Last night in Alameda, California, the city council gathered to talk about surveillance. On the docket was a new proposal to spend up to $500,000 for thirteen fixed-location license plate readers to complement the mobile readers already mounted to four of the city’s police cars. All of the cameras would send feedback to a database operated by Vigilant Solutions, where it would become available to other agencies for scanning against federal hot lists and other outside alert systems.
It’s the kind of proposal that would normally skate through, but this time was different. Earlier this year, Vigilant Solutions signed its first agency-wide contract with Immigration and Customs Enforcement, letting the agency flag thousands of plates for instant location alerts from cameras across the country. Three thousand law-enforcement agencies have some kind of agreement with Vigilant, giving clients the equivalent of a nation-wide dragnet. For anyone troubled by ICE’s aggressive enforcement tactics, it was an alarming proposal, and that alarm has turned into a growing problem for Vigilant itself, which is facing new opposition from local governments that had previously been interested in its technology.
The small city council meeting was attended by representatives from both Vigilant and a local fusion center that works closely with police. In the end it didn’t matter. The measure was voted down by the council, which cited new concerns over federal data-sharing. Alameda’s new license plate readers would have to wait.
“In my mind, they made us look like hypocrites.”

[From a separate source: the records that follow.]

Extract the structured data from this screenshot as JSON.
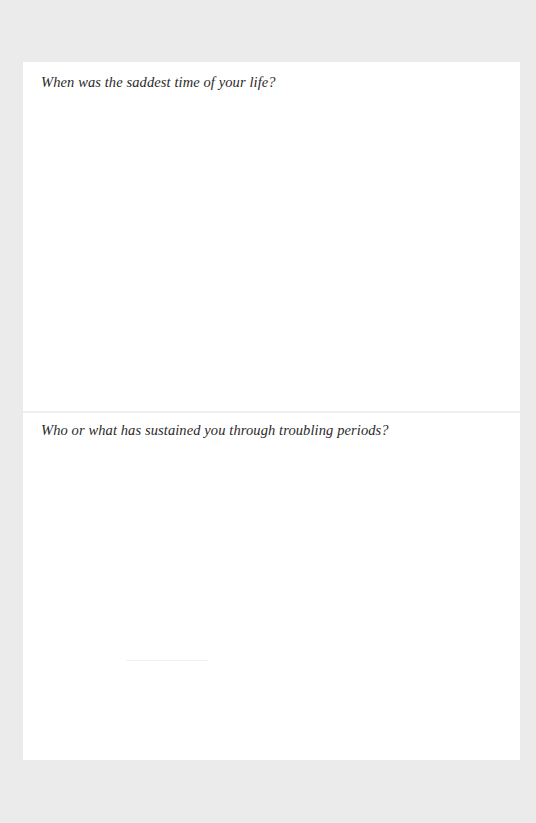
{
  "page": {
    "background_color": "#ebebeb",
    "panel_color": "#ffffff",
    "text_color": "#2a2a2a"
  },
  "sections": [
    {
      "prompt": "When was the saddest time of your life?",
      "answer": ""
    },
    {
      "prompt": "Who or what has sustained you through troubling periods?",
      "answer": ""
    }
  ]
}
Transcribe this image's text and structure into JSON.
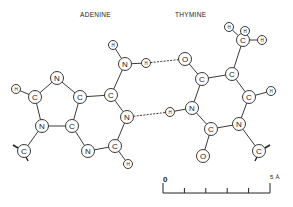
{
  "title_left": "ADENINE",
  "title_right": "THYMINE",
  "colors": {
    "ink": "#222222",
    "background": "#ffffff"
  },
  "atoms": [
    {
      "id": "a_h1",
      "el": "H",
      "x": 113,
      "y": 45,
      "r": 4.5
    },
    {
      "id": "a_n6",
      "el": "N",
      "x": 125,
      "y": 64,
      "r": 6.5
    },
    {
      "id": "a_h2",
      "el": "H",
      "x": 146,
      "y": 63,
      "r": 4.5
    },
    {
      "id": "a_c6",
      "el": "C",
      "x": 111,
      "y": 95,
      "r": 6.5
    },
    {
      "id": "a_c5",
      "el": "C",
      "x": 80,
      "y": 97,
      "r": 6.5
    },
    {
      "id": "a_n7",
      "el": "N",
      "x": 57,
      "y": 78,
      "r": 6.5
    },
    {
      "id": "a_c8",
      "el": "C",
      "x": 35,
      "y": 97,
      "r": 6.5
    },
    {
      "id": "a_h8",
      "el": "H",
      "x": 16,
      "y": 89,
      "r": 4.5
    },
    {
      "id": "a_n9",
      "el": "N",
      "x": 42,
      "y": 126,
      "r": 6.5
    },
    {
      "id": "a_c4",
      "el": "C",
      "x": 72,
      "y": 126,
      "r": 6.5
    },
    {
      "id": "a_n3",
      "el": "N",
      "x": 88,
      "y": 151,
      "r": 6.5
    },
    {
      "id": "a_c2",
      "el": "C",
      "x": 115,
      "y": 146,
      "r": 6.5
    },
    {
      "id": "a_h_c2",
      "el": "H",
      "x": 128,
      "y": 164,
      "r": 4.5
    },
    {
      "id": "a_n1",
      "el": "N",
      "x": 127,
      "y": 117,
      "r": 6.5
    },
    {
      "id": "a_c1p",
      "el": "C",
      "x": 24,
      "y": 151,
      "r": 6.5
    },
    {
      "id": "t_o4",
      "el": "O",
      "x": 185,
      "y": 59,
      "r": 6.5
    },
    {
      "id": "t_c4",
      "el": "C",
      "x": 202,
      "y": 79,
      "r": 6.5
    },
    {
      "id": "t_c5",
      "el": "C",
      "x": 232,
      "y": 74,
      "r": 6.5
    },
    {
      "id": "t_cm",
      "el": "C",
      "x": 243,
      "y": 40,
      "r": 6.5
    },
    {
      "id": "t_hm1",
      "el": "H",
      "x": 229,
      "y": 27,
      "r": 4.5
    },
    {
      "id": "t_hm2",
      "el": "H",
      "x": 245,
      "y": 31,
      "r": 4.5
    },
    {
      "id": "t_hm3",
      "el": "H",
      "x": 262,
      "y": 40,
      "r": 4.5
    },
    {
      "id": "t_c6",
      "el": "C",
      "x": 249,
      "y": 97,
      "r": 6.5
    },
    {
      "id": "t_h6",
      "el": "H",
      "x": 271,
      "y": 91,
      "r": 4.5
    },
    {
      "id": "t_n3",
      "el": "N",
      "x": 192,
      "y": 108,
      "r": 6.5
    },
    {
      "id": "t_h3",
      "el": "H",
      "x": 170,
      "y": 112,
      "r": 4.5
    },
    {
      "id": "t_c2",
      "el": "C",
      "x": 211,
      "y": 129,
      "r": 6.5
    },
    {
      "id": "t_o2",
      "el": "O",
      "x": 203,
      "y": 156,
      "r": 6.5
    },
    {
      "id": "t_n1",
      "el": "N",
      "x": 239,
      "y": 124,
      "r": 6.5
    },
    {
      "id": "t_c1p",
      "el": "C",
      "x": 259,
      "y": 151,
      "r": 6.5
    }
  ],
  "bonds": [
    [
      "a_h1",
      "a_n6"
    ],
    [
      "a_n6",
      "a_h2"
    ],
    [
      "a_n6",
      "a_c6"
    ],
    [
      "a_c6",
      "a_c5"
    ],
    [
      "a_c5",
      "a_n7"
    ],
    [
      "a_n7",
      "a_c8"
    ],
    [
      "a_c8",
      "a_h8"
    ],
    [
      "a_c8",
      "a_n9"
    ],
    [
      "a_n9",
      "a_c4"
    ],
    [
      "a_c4",
      "a_c5"
    ],
    [
      "a_c4",
      "a_n3"
    ],
    [
      "a_n3",
      "a_c2"
    ],
    [
      "a_c2",
      "a_h_c2"
    ],
    [
      "a_c2",
      "a_n1"
    ],
    [
      "a_n1",
      "a_c6"
    ],
    [
      "a_n9",
      "a_c1p"
    ],
    [
      "t_o4",
      "t_c4"
    ],
    [
      "t_c4",
      "t_c5"
    ],
    [
      "t_c5",
      "t_cm"
    ],
    [
      "t_cm",
      "t_hm1"
    ],
    [
      "t_cm",
      "t_hm2"
    ],
    [
      "t_cm",
      "t_hm3"
    ],
    [
      "t_c5",
      "t_c6"
    ],
    [
      "t_c6",
      "t_h6"
    ],
    [
      "t_c6",
      "t_n1"
    ],
    [
      "t_c4",
      "t_n3"
    ],
    [
      "t_n3",
      "t_h3"
    ],
    [
      "t_n3",
      "t_c2"
    ],
    [
      "t_c2",
      "t_n1"
    ],
    [
      "t_c2",
      "t_o2"
    ],
    [
      "t_n1",
      "t_c1p"
    ]
  ],
  "hydrogen_bonds": [
    [
      "a_h2",
      "t_o4"
    ],
    [
      "a_n1",
      "t_h3"
    ]
  ],
  "scale_bar": {
    "start_label": "0",
    "end_label": "5 Å",
    "x0": 163,
    "x1": 270,
    "y": 193,
    "ticks": 5
  }
}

According to Vice Mayor Malia Vella, the ICE connection was the heart of the issue. “Even my colleagues who were very clearly in support of license plate readers still didn’t like the idea of contracting with Vigilant,” Vella said. “It’s a problem how they share this information.”
That has rarely been a problem for Vigilant in the past. Built on a network of auto repossession agencies, the company has grown to be the largest single database for automated license plate data. Each new agency that signs with Vigilant expands the reach of the database, making the network that much more powerful and attractive for the next client. That pattern allowed Vigilant to grow quickly; it now captures as many as 100 million plates per month.
But with many municipalities in open conflict with ICE, that data-sharing may now be a liability. Last January, Alameda’s city council passed a resolution declaring itself a sanctuary city, joining San Francisco, Oakland, and many other Bay Area cities. Officially, that instructed local law enforcement not to cooperate with federal immigration orders, including direct queries from ICE. But that order didn’t explicitly include data-sharing arrangements like the one already signed with Vigilant, and protecting the data drawn from Alameda’s four on-car cameras turned out to be surprisingly complex.
Like many Vigilant clients, Alameda owns all the data produced by its cameras and can choose which partner agencies are allowed to query the data. One of those partner agencies was the local fusion center, known as NCRIC, which shared data with ICE until a state bill in October restricted data-sharing with federal immigration authorities. But even after the referendum, no one had raised the concern that sharing license-plate data directly with Vigilant might violate the sanctuary city policy until the contract became public in January. Since then, the police department has explicitly restricted ICE queries from the system.
“We will continue to do this unapologetically in California and across the United States.”
The local police eventually opted out of the data-sharing, but it is still a sore point for many in the city government. “In my mind, they made us look like hypocrites,” says Vella. “That should be flagged for every other city that’s doing business with them.”
In a statement to The Verge, Vigilant Solutions defended its track record of assisting law enforcement. “Vigilant Solutions’ mission is to support federal, state and local governments in their efforts to save lives and make communities safer,” a representative said. “We will continue to do this unapologetically in California and across the United States.”
For Matt Cagle — an attorney at the ACLU of Northern California who also spoke at the meeting — those questions are only growing more urgent. The ACLU has already put forward model legislation for municipalities hoping to reign in police surveillance, which it hopes will be adopted more broadly in the months to come. “We expect this to spark not just scrutiny of Vigilant contracts nationwide, but also the introduction of more local ordinances that require robust public debate and oversight of surveillance proposals and data sharing with feds,” Cagle told The Verge.
Even for cities that don’t follow the ACLU’s lead, federal data-sharing has become far more political under President Trump. Vella compared the issue to Japanese internment during the Second World War, still a painful memory for many California communities. “I’m part Japanese-American,” Vella says, “and I think that is the perfect example of data that was innocuously connected through the census bureau and then used to round up innocent citizens.”
Update 5:41PM ET: Updated with more info on the nature of Alameda’s data-sharing arrangement with Vigilant and NCRIC.